June 2016
Sarah White
sarahwhitepages@gmail.com
sarahwhitepages@gmail.com
I am a retired professor of French, living in New York City, painting, writing, and trying to learn Portuguese. (Language-study is my favorite form of frustration.) My most recent poetry collections are The Unknowing Muse (Dos Madres, 2014) and Wars Don’t Happen Anymore (Deerbrook Editions, 2016).
Two Moths
When the children of Hamelin
returned from the mountain
they weren’t the children
stolen from town
by the Piper’s tunes and rhythms—
Ariel, Raphael, Pavel,
Tina, Toby, Susan,
and my son, dark-eyed
ten-year-old
hand in hand
with a moody girl
of seven,
and the cavern door
closing behind them.
I called their Jailer,
offered him silver
and gold to free them
in any form at all.
I suppose they crawled,
tiny and brown,
through a crack
in the mountain wall,
and flew, lace-winged,
into my kitchen where
they flitter, feed on my flour,
and mate.
I’ve watched them for hours.
Two Children On a Porch, With Woodbine
He lays his arm along the shoulder of his two-year-old sister.
“It doesn’t matter what you teach a boy,” said Winston Churchill,
He believes she is the child most treasured.
“… as long as he doesn’t like it.”
She thinks her brother is the favored one.
The boy stood on the burning deck
Neither, in the future, will befriend the other’s spouse, or frequent
the other’s house, until,
The pipes, the pipes are playing
orphaned and alone, they are surprised
Boys and girls together
by a picture of two children side by side
Me and Mamie O’Rourke
with long strands of woodbine all around.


- **WHAT IS NEEDED**: Could you set down exactly the lines in the records below between the line holding "You are a GUI" and the line holding "The width and", inclusive?

- **PROVIDED RECORDS**:

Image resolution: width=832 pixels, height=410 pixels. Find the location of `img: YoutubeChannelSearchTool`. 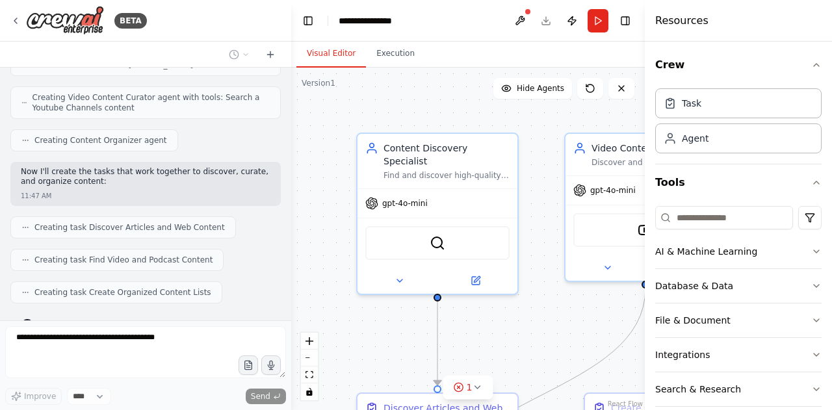

img: YoutubeChannelSearchTool is located at coordinates (646, 230).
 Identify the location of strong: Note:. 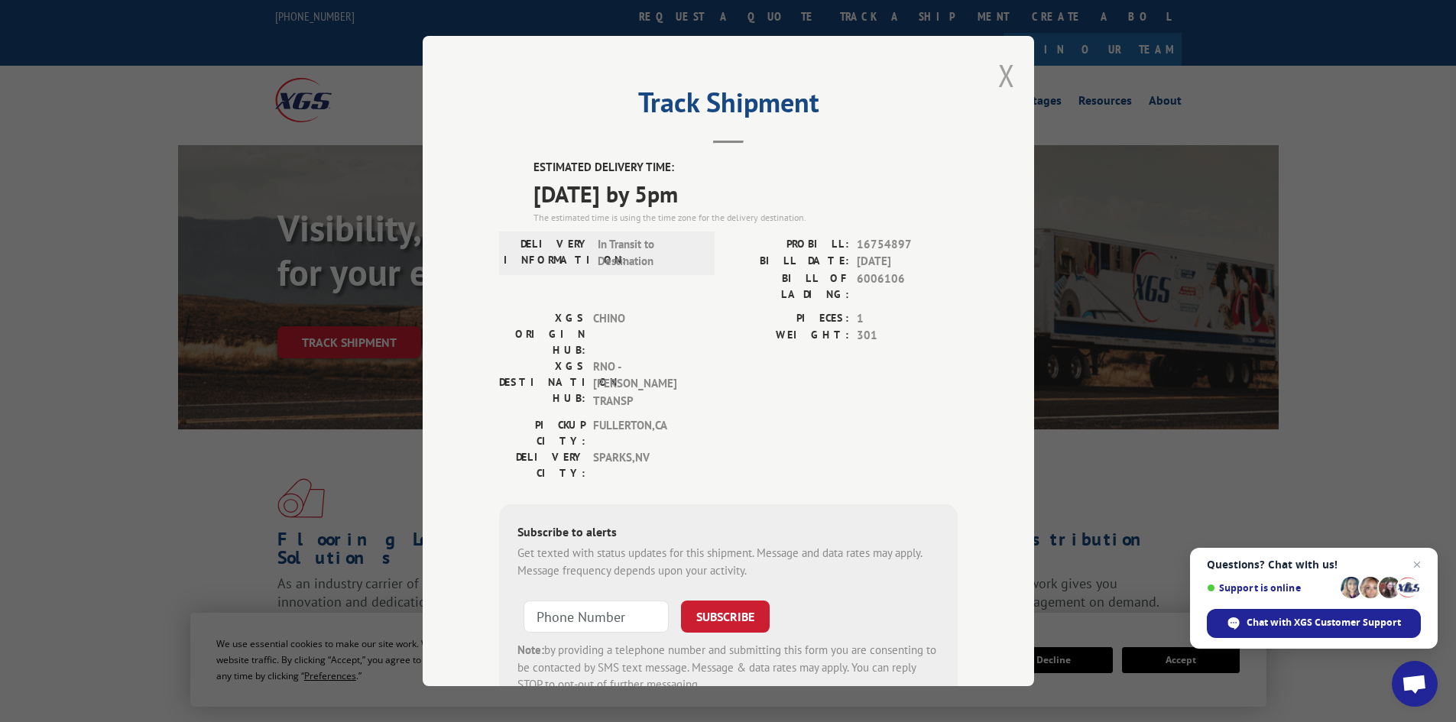
(530, 650).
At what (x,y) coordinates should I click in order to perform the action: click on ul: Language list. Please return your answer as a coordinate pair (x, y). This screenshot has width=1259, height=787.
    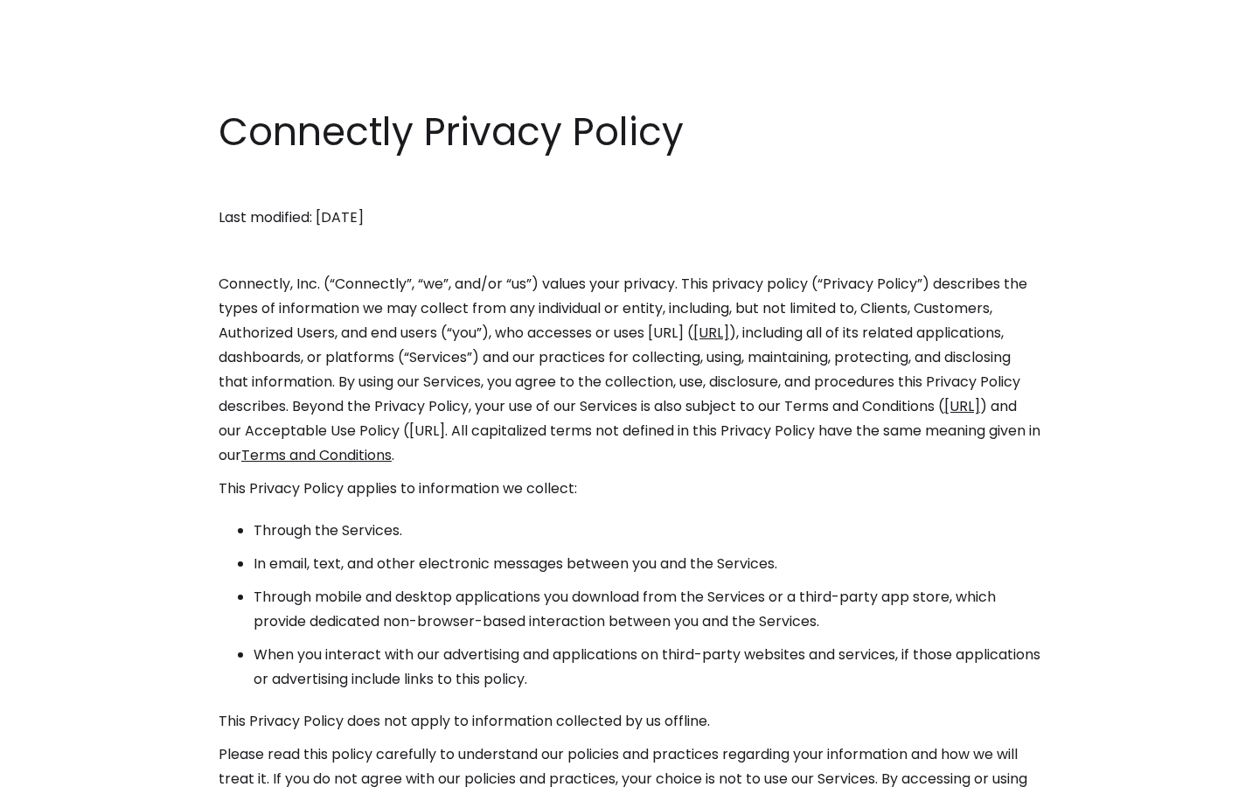
    Looking at the image, I should click on (70, 768).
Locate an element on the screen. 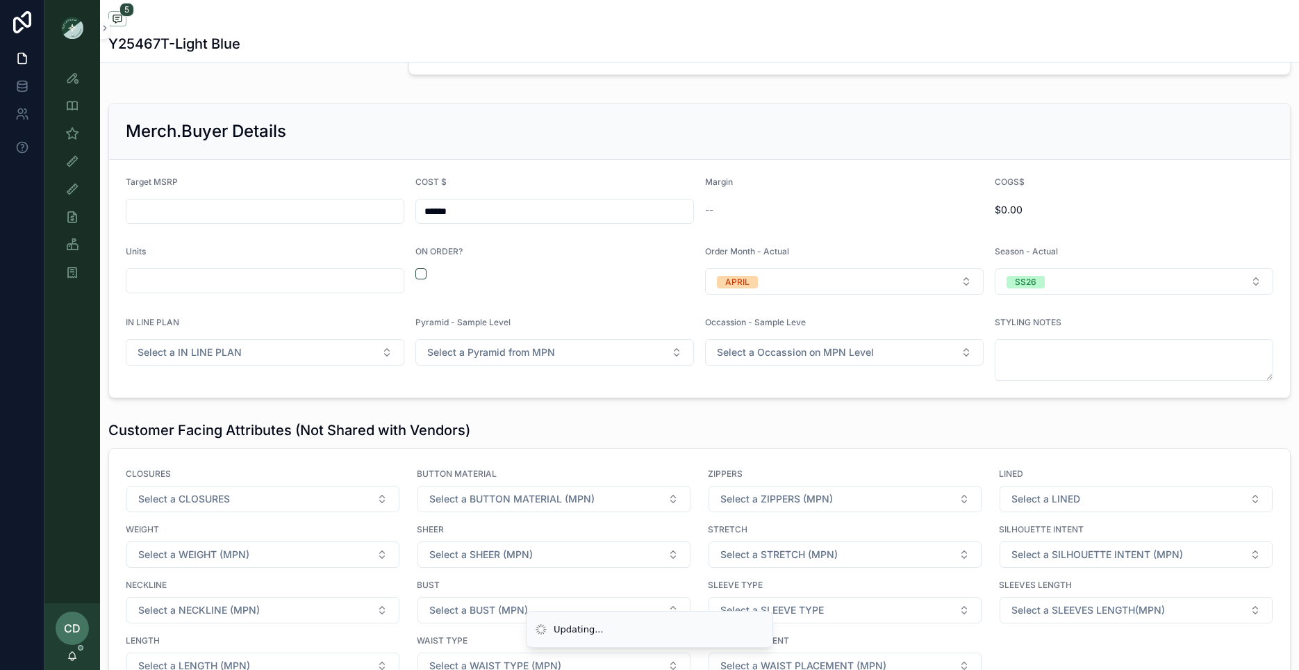 This screenshot has height=670, width=1299. span: NECKLINE is located at coordinates (263, 585).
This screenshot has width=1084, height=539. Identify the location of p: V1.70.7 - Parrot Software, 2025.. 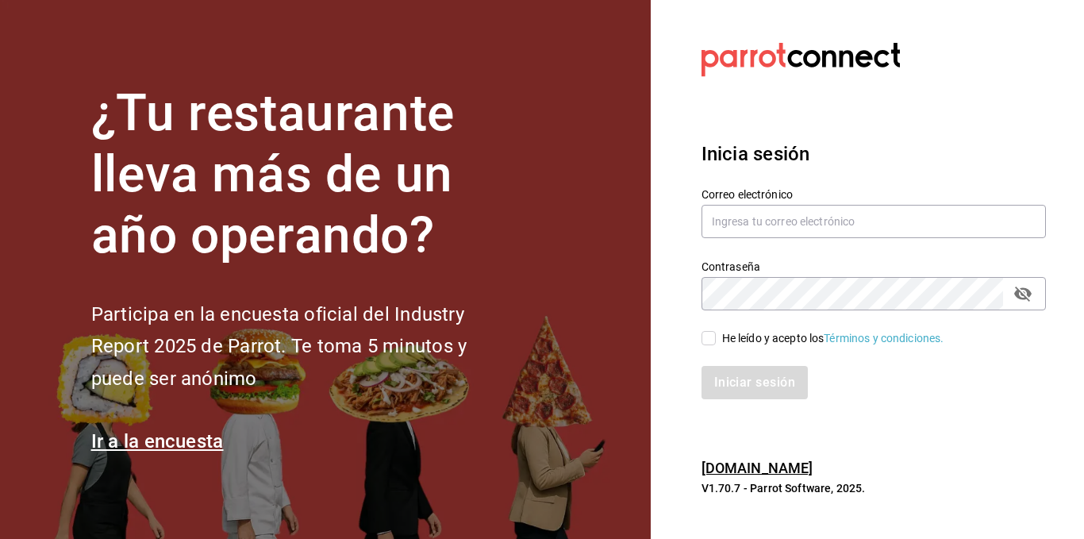
(873, 488).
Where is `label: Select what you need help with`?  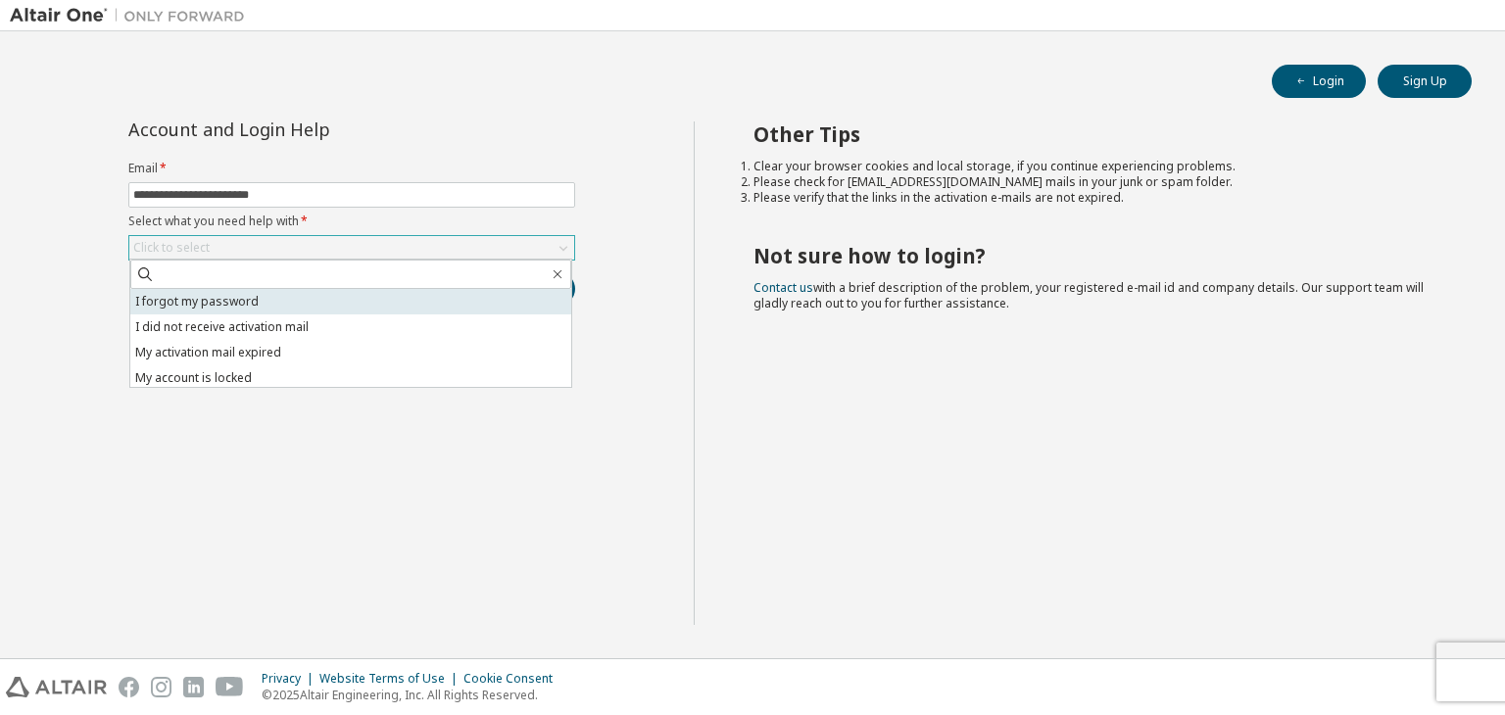
label: Select what you need help with is located at coordinates (352, 221).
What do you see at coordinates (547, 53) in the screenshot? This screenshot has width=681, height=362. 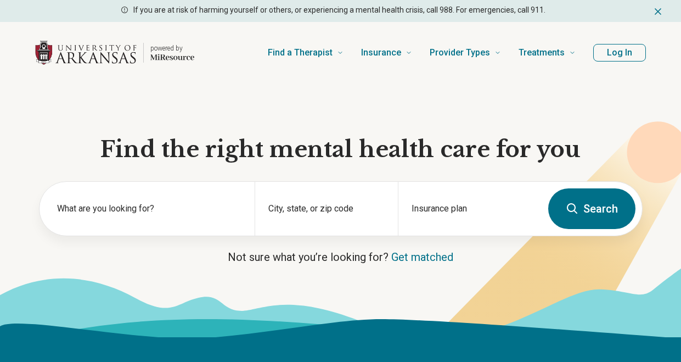 I see `a: Treatments` at bounding box center [547, 53].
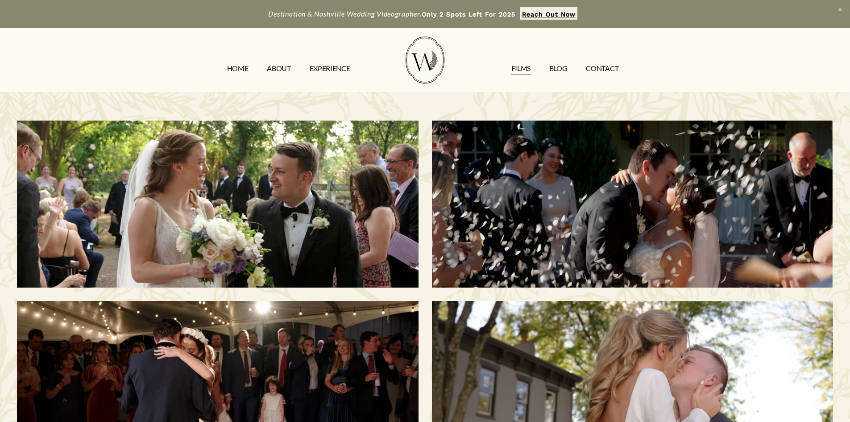  I want to click on a: HOME, so click(238, 68).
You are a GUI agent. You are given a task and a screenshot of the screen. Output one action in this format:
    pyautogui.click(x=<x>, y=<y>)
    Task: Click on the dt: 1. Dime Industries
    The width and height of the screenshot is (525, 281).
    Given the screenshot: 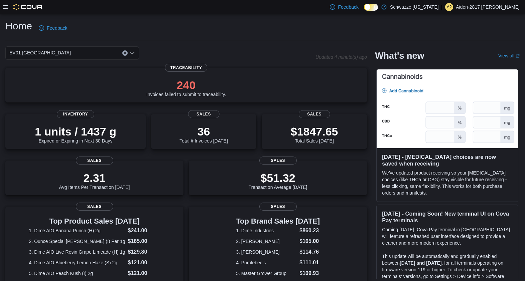 What is the action you would take?
    pyautogui.click(x=266, y=231)
    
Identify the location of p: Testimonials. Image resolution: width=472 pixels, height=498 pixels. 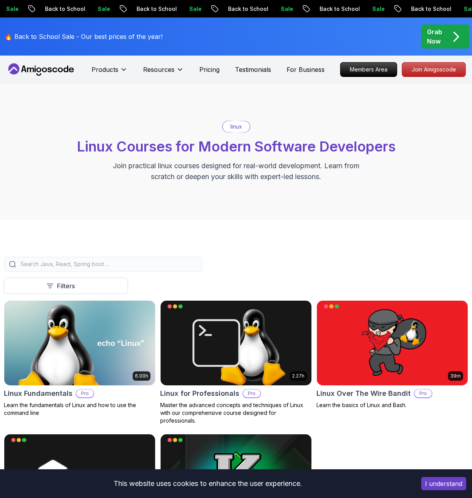
(253, 69).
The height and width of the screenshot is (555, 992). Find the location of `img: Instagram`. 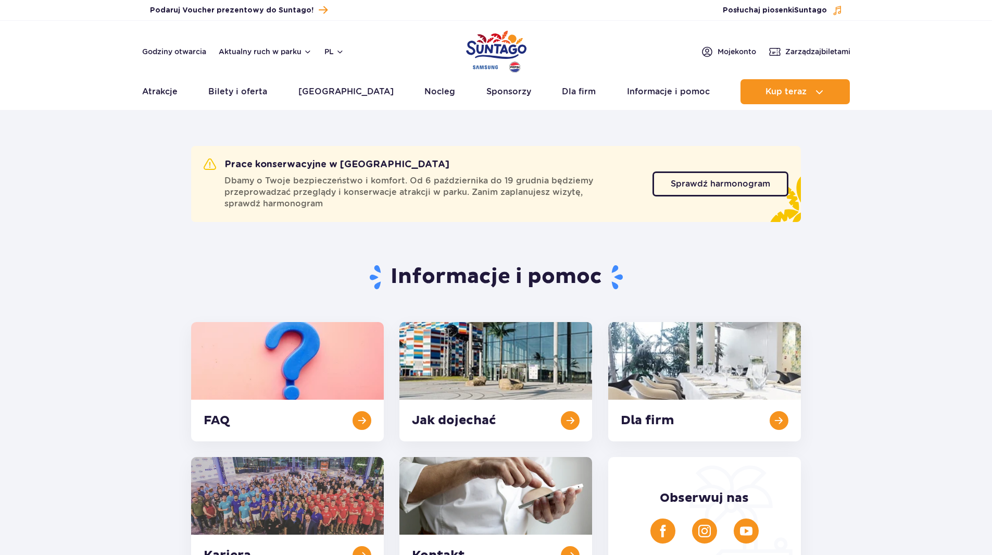

img: Instagram is located at coordinates (705, 531).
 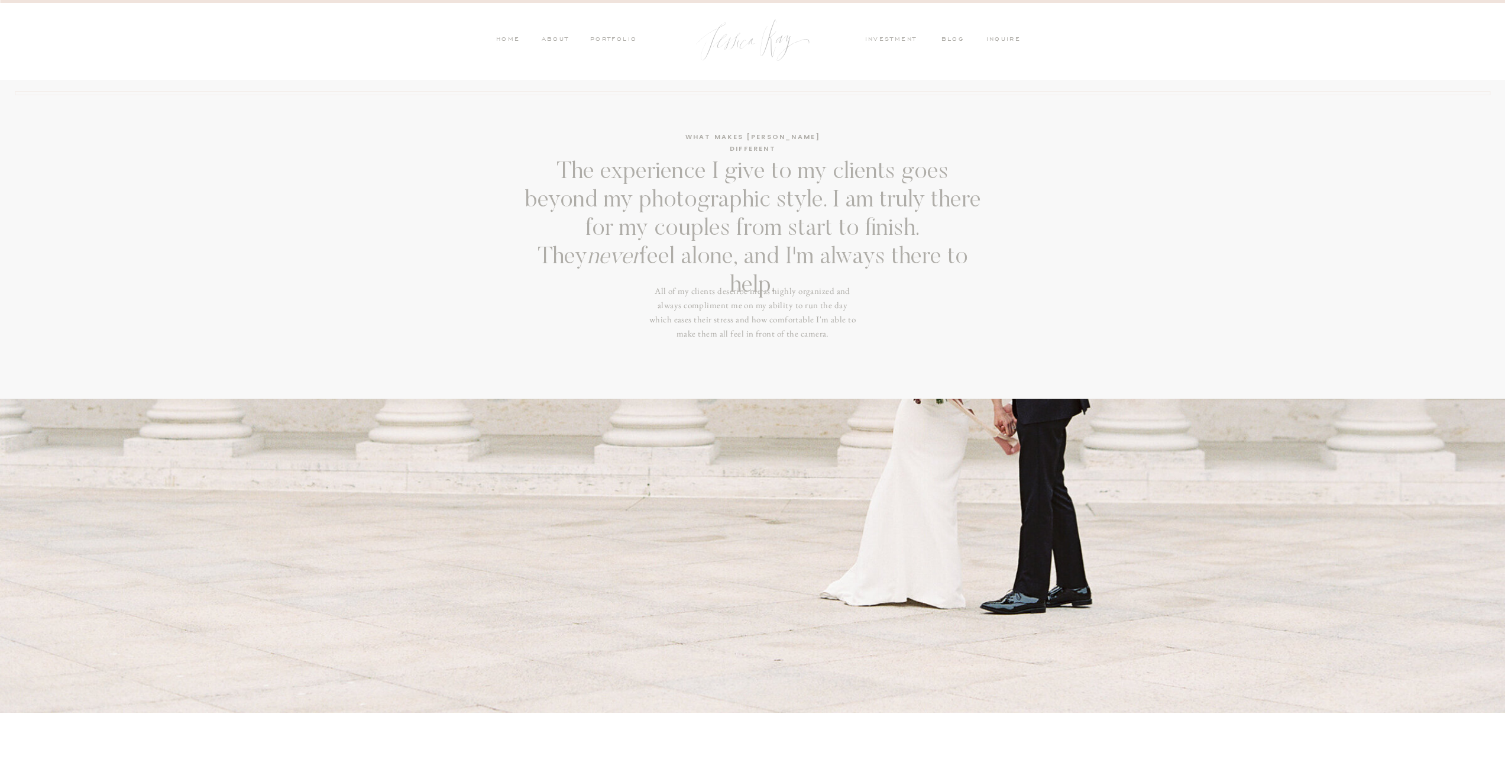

- **RESPONSE TO THE EXERCISE**:
You are a GUI agent. You are given a task and a screenshot of the screen. Output one action in this format:
    pyautogui.click(x=<x>, y=<y>)
    Task: Click on the dt: 1. Dime Industries
    The width and height of the screenshot is (525, 281).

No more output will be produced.